The PowerPoint, which has been circulating on Weibo, a Chinese website similar to Twitter, has alleged that when Deloitte was auditing the financial data of its client RYB Education in 2017, a member of the auditing project told the whistleblower “not to be so careful and fill the numbers randomly,” the Global Times reported.
The same member of staff also allegedly confessed to have “fabricated” many such figures in past audits.
The whistleblower also alleged that a Beijing training school under RYB Education had spent most of its management fees raising the children of the school’s senior executives in overseas countries, such as golf study fees.
A partner at Deloitte noticed this, the whistleblower said, but chose to define the management fees as an unimportant and low-risk accounting title, which required just a simple check.
In statement, Deloitte China threatened legal action on the “spread of false information about Deloitte”.
“We have noticed that there are currently several doubts about Deloitte Beijing’s individual audit projects in 2016 and 2017 circulating on social media platforms. In fact, the firm previously received a related matter reported by an employee through internal channels, and has conducted a comprehensive investigation of this, and found no evidence that affects the adequacy of our audit work. Therefore, the relevant audit work supports our audit opinion. We will investigate any queries we receive,” the statement said.
“We reserve the right to take legal action for the spread of false information about Deloitte.”
Tightening regulation
The Big Four firms have received criticism for poor audit quality in various countries around the world.

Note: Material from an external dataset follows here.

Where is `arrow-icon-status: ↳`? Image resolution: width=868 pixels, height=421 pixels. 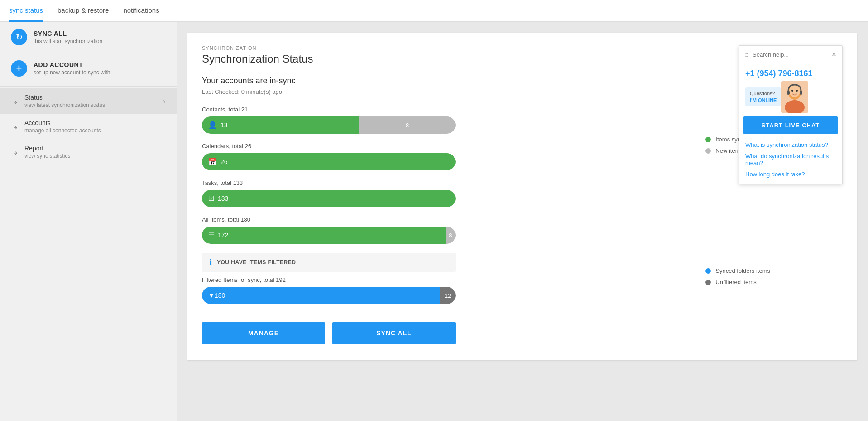 arrow-icon-status: ↳ is located at coordinates (15, 102).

In the UK audit firms have come under increasing pressure in recent years following accounting scandals including the collapse of Patisserie Valerie, BHS and Carillion.
Regulators across the world are tightening up on rules around audit. Last summer the UK’s audit regulator the Financial Reporting Council ordered the Big Four firms – Deloitte, KPMG, PwC and EY – to separate their audit units from the rest of their business by 2024.
Singapore’s regulatory unit recently said all primary-listed issuers must appoint an auditor registered with Singapore’s Accounting and Corporate Regulatory Authority to conduct their statutory audits, in a move that effectively brought all listed company audits under the oversight of the regulator.